• 1 Post
  • 55 Comments
Joined 5 months ago
cake
Cake day: June 24th, 2025

help-circle



  • Software development has the advantage of happening in an environment where the cost of failure is relatively low. A bad change might be caught by the test suite before it ever sees production. If it does get to production, there might be consequences, but not the kind that typically kills people.

    In fact, I think software engineering in general should lean into this idea on most things. Don’t try to ignore failure, but catch failure as fast as possible. Things like medical devices and aeronautic software should continue using formal verification methods, but the rest of us should iterate fast.

    Iterating fast doesn’t work for other things. I’m a programmer by trade, but I have enough electrical knowledge that I once took up a contract for designing a PCB. I tried to do the “one thing at a time” approach, and it just doesn’t work very well there. Non-trivial PCBs will have errors in them the first few times you try them, and you’ll need to go back for a redesign. In software, that potentially takes minutes or even seconds. But in PCBs, you have to order out to a company to make them and wait at least a week for them to turn it around. Even if you have equipment to do it yourself, it still takes hours. You just have to batch up your changes. (Electrical simulators can potentially help with this, though.)

    In government, the effects of policy could take years or even decades to work out. Single change at a time would be a stranglehold on the ability to fix problems.


  • It does in an indirect way due to having more parties.

    Let’s say you have $1M to try to buy off some politicians with campaign funds. If there are only two viable candidates, you give $500k to both. Now you’ve bought both parties and can win no matter the outcome.

    If there are three or four or five parties, though, you have to guess who is going to win. You can’t split it up that many times and still have much influence on the politicians in question. Your funds can be easily swamped out by grassroots groups. Your guess based on polling can also end up being dead wrong when some party makes a sudden surge in the final weeks.

    That said, it’d still be better if we ditched Citizens United and publicly funded elections.



  • . . . the fundamental ideas about rates of change seem like they’re something that everyone human deserves to be exposed to.

    People understand the idea of instantaneous speed intuitively. The trouble is giving it a rigorous mathematical foundation, and that’s what calculus does. Take away the rigor, and you can teach the basic ideas to anyone with some exposure to algebra. 6th grade, maybe earlier. It’s not particularly remarkable or even that useful for most people.

    When you go into a college major that requires calculus, they tend to make you take it all over again no matter if you took it in high school or not.

    Probability and statistics are far more important. We run into them constantly in daily life, and most people do not have a firm grounding in them.










  • Sorta modern.

    There’s been two big jumps in fundamental RAM usage during my time using Linux. The first was the move from libc to glibc. That tended to force at least 8MB as I recall. The second was adding Unicode support. That blew things up into the gigabyte hundreds of megabyte range.

    Edit: basing a lot of this on memory. Gigabyte range would be difficult for an OG Raspberry Pi, but I think it was closer to 128MB. That seems more reasonable with the difficulty of implementing every written language.

    We can’t exactly throw out Unicode support, at least not outside of specific use cases. Hypothetically, you might be able to make architectural changes to Unicode that would take less RAM, but it would likely require renegotiating all the cross-cultural deals that went into Unicode the first time. Nobody wants to go through that again.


What to work on: Please restate each entry that follows word for word.

Study material:

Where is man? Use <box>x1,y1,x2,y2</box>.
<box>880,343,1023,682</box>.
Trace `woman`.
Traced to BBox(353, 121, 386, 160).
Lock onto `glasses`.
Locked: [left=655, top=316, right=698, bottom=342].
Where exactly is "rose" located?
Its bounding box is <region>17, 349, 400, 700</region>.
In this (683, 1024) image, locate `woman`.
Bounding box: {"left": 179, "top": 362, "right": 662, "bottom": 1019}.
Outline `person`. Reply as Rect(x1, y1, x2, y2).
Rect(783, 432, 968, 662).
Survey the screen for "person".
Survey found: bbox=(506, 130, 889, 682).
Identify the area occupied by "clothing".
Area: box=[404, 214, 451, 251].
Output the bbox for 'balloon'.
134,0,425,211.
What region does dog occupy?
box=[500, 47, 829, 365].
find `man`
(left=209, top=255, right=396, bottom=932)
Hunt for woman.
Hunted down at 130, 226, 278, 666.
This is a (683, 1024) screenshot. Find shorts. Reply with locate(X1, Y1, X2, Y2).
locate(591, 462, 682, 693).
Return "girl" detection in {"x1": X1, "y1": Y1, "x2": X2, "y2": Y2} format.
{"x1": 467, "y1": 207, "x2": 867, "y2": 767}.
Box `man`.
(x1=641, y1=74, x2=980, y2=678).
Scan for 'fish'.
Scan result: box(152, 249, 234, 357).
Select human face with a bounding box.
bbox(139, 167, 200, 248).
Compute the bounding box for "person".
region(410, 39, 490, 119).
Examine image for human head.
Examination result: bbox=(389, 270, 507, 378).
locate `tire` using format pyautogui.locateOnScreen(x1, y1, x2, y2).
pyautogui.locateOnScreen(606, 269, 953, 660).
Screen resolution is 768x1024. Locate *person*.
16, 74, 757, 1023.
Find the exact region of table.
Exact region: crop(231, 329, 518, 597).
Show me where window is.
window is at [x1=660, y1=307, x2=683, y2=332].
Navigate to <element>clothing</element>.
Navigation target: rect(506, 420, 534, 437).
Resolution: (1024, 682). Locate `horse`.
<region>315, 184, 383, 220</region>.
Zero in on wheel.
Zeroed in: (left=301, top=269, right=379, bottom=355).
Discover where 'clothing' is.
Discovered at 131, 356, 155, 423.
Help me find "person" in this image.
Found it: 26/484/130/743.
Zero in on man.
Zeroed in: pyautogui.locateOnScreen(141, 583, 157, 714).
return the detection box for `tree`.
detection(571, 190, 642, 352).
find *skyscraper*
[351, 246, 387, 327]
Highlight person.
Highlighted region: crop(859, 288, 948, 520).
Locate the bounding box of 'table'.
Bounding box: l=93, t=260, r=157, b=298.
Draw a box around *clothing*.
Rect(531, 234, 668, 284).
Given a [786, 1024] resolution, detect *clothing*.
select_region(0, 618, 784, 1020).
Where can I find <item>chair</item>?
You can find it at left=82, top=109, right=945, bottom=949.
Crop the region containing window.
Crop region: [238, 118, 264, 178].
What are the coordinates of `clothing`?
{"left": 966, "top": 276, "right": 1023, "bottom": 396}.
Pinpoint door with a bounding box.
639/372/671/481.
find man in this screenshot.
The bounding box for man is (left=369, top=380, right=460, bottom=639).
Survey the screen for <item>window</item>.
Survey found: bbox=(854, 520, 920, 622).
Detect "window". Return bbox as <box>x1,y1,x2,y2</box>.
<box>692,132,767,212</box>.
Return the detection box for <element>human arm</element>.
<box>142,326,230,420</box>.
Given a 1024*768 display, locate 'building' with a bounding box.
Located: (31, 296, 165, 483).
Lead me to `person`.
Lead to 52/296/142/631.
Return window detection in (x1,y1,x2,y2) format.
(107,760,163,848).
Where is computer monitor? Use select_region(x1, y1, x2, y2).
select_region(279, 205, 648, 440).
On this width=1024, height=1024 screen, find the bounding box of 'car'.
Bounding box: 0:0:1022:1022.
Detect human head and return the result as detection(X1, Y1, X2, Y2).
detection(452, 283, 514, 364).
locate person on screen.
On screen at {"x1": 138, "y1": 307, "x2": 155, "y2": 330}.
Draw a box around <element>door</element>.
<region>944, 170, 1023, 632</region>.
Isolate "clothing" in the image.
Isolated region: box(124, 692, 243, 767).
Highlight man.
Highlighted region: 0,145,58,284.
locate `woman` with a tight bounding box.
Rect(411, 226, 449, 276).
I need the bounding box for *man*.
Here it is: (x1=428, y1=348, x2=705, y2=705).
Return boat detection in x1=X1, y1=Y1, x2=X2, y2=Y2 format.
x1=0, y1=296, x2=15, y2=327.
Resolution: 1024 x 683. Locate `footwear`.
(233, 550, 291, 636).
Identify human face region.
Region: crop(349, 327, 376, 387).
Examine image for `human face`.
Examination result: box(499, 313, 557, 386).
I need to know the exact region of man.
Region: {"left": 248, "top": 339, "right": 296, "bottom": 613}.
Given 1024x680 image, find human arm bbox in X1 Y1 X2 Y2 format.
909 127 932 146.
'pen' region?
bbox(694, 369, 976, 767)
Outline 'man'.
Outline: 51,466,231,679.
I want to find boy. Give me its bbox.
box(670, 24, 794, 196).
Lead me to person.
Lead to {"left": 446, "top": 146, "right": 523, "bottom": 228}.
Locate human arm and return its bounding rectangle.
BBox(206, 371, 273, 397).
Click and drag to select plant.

Answer to this task:
Where is man? Use <box>x1,y1,x2,y2</box>.
<box>880,343,1023,682</box>.
Trace `woman`.
Traced to BBox(353, 121, 386, 160).
Lock onto `glasses`.
Locked: [left=655, top=316, right=698, bottom=342].
Where exactly is "rose" located?
Its bounding box is <region>17, 349, 400, 700</region>.
In this (683, 1024) image, locate `woman`.
Bounding box: {"left": 179, "top": 362, "right": 662, "bottom": 1019}.
Outline `person`. Reply as Rect(x1, y1, x2, y2).
Rect(783, 432, 968, 662).
Survey the screen for "person".
Survey found: bbox=(506, 130, 889, 682).
Identify the area occupied by "clothing".
Area: box=[404, 214, 451, 251].
Output the bbox for 'balloon'.
134,0,425,211.
What region does dog occupy?
box=[500, 47, 829, 365].
find `man`
(left=209, top=255, right=396, bottom=932)
Hunt for woman.
Hunted down at 130, 226, 278, 666.
This is a (683, 1024) screenshot. Find shorts. Reply with locate(X1, Y1, X2, Y2).
locate(591, 462, 682, 693).
Return "girl" detection in {"x1": X1, "y1": Y1, "x2": X2, "y2": Y2} format.
{"x1": 467, "y1": 207, "x2": 867, "y2": 767}.
Box `man`.
(x1=641, y1=74, x2=980, y2=678).
Scan for 'fish'.
Scan result: box(152, 249, 234, 357).
Select human face with a bounding box.
bbox(139, 167, 200, 248).
Compute the bounding box for "person".
region(410, 39, 490, 119).
Examine image for human head.
Examination result: bbox=(389, 270, 507, 378).
locate `tire` using format pyautogui.locateOnScreen(x1, y1, x2, y2).
pyautogui.locateOnScreen(606, 269, 953, 660).
Screen resolution is 768x1024. Locate *person*.
16, 74, 757, 1023.
Find the exact region of table.
Exact region: crop(231, 329, 518, 597).
Show me where window is.
window is at [x1=660, y1=307, x2=683, y2=332].
Navigate to <element>clothing</element>.
Navigation target: rect(506, 420, 534, 437).
Resolution: (1024, 682). Locate `horse`.
<region>315, 184, 383, 220</region>.
Zero in on wheel.
Zeroed in: (left=301, top=269, right=379, bottom=355).
Discover where 'clothing' is.
Discovered at 131, 356, 155, 423.
Help me find "person" in this image.
Found it: 26/484/130/743.
Zero in on man.
Zeroed in: pyautogui.locateOnScreen(141, 583, 157, 714).
return the detection box for `tree`.
detection(571, 190, 642, 352).
find *skyscraper*
[351, 246, 387, 327]
Highlight person.
Highlighted region: crop(859, 288, 948, 520).
Locate the bounding box of 'table'.
Bounding box: l=93, t=260, r=157, b=298.
Draw a box around *clothing*.
Rect(531, 234, 668, 284).
Given a [786, 1024] resolution, detect *clothing*.
select_region(0, 618, 784, 1020).
Where can I find <item>chair</item>?
You can find it at left=82, top=109, right=945, bottom=949.
Crop the region containing window.
Crop region: [238, 118, 264, 178].
What are the coordinates of `clothing`?
{"left": 966, "top": 276, "right": 1023, "bottom": 396}.
Pinpoint door with a bounding box.
639/372/671/481.
find man in this screenshot.
The bounding box for man is (left=369, top=380, right=460, bottom=639).
Survey the screen for <item>window</item>.
Survey found: bbox=(854, 520, 920, 622).
Detect "window". Return bbox as <box>x1,y1,x2,y2</box>.
<box>692,132,767,212</box>.
Return the detection box for <element>human arm</element>.
<box>142,326,230,420</box>.
Given a 1024*768 display, locate 'building' with a bounding box.
Located: (31, 296, 165, 483).
Lead me to `person`.
Lead to 52/296/142/631.
Return window detection in (x1,y1,x2,y2) format.
(107,760,163,848).
Where is computer monitor? Use select_region(x1, y1, x2, y2).
select_region(279, 205, 648, 440).
On this width=1024, height=1024 screen, find the bounding box of 'car'.
Bounding box: 0:0:1022:1022.
Detect human head and return the result as detection(X1, Y1, X2, Y2).
detection(452, 283, 514, 364).
locate person on screen.
On screen at {"x1": 138, "y1": 307, "x2": 155, "y2": 330}.
Draw a box around <element>door</element>.
<region>944, 170, 1023, 632</region>.
Isolate "clothing" in the image.
Isolated region: box(124, 692, 243, 767).
Highlight man.
Highlighted region: 0,145,58,284.
locate `woman` with a tight bounding box.
Rect(411, 226, 449, 276).
I need the bounding box for *man*.
Here it is: (x1=428, y1=348, x2=705, y2=705).
Return boat detection in x1=X1, y1=Y1, x2=X2, y2=Y2 format.
x1=0, y1=296, x2=15, y2=327.
Resolution: 1024 x 683. Locate `footwear`.
(233, 550, 291, 636).
Identify human face region.
Region: crop(349, 327, 376, 387).
Examine image for `human face`.
Examination result: box(499, 313, 557, 386).
I need to know the exact region of man.
Region: {"left": 248, "top": 339, "right": 296, "bottom": 613}.
Given 1024x680 image, find human arm bbox in X1 Y1 X2 Y2 format.
909 127 932 146.
'pen' region?
bbox(694, 369, 976, 767)
Outline 'man'.
Outline: 51,466,231,679.
I want to find boy. Give me its bbox.
box(670, 24, 794, 196).
Lead me to person.
Lead to {"left": 446, "top": 146, "right": 523, "bottom": 228}.
Locate human arm and return its bounding rectangle.
BBox(206, 371, 273, 397).
Click and drag to select plant.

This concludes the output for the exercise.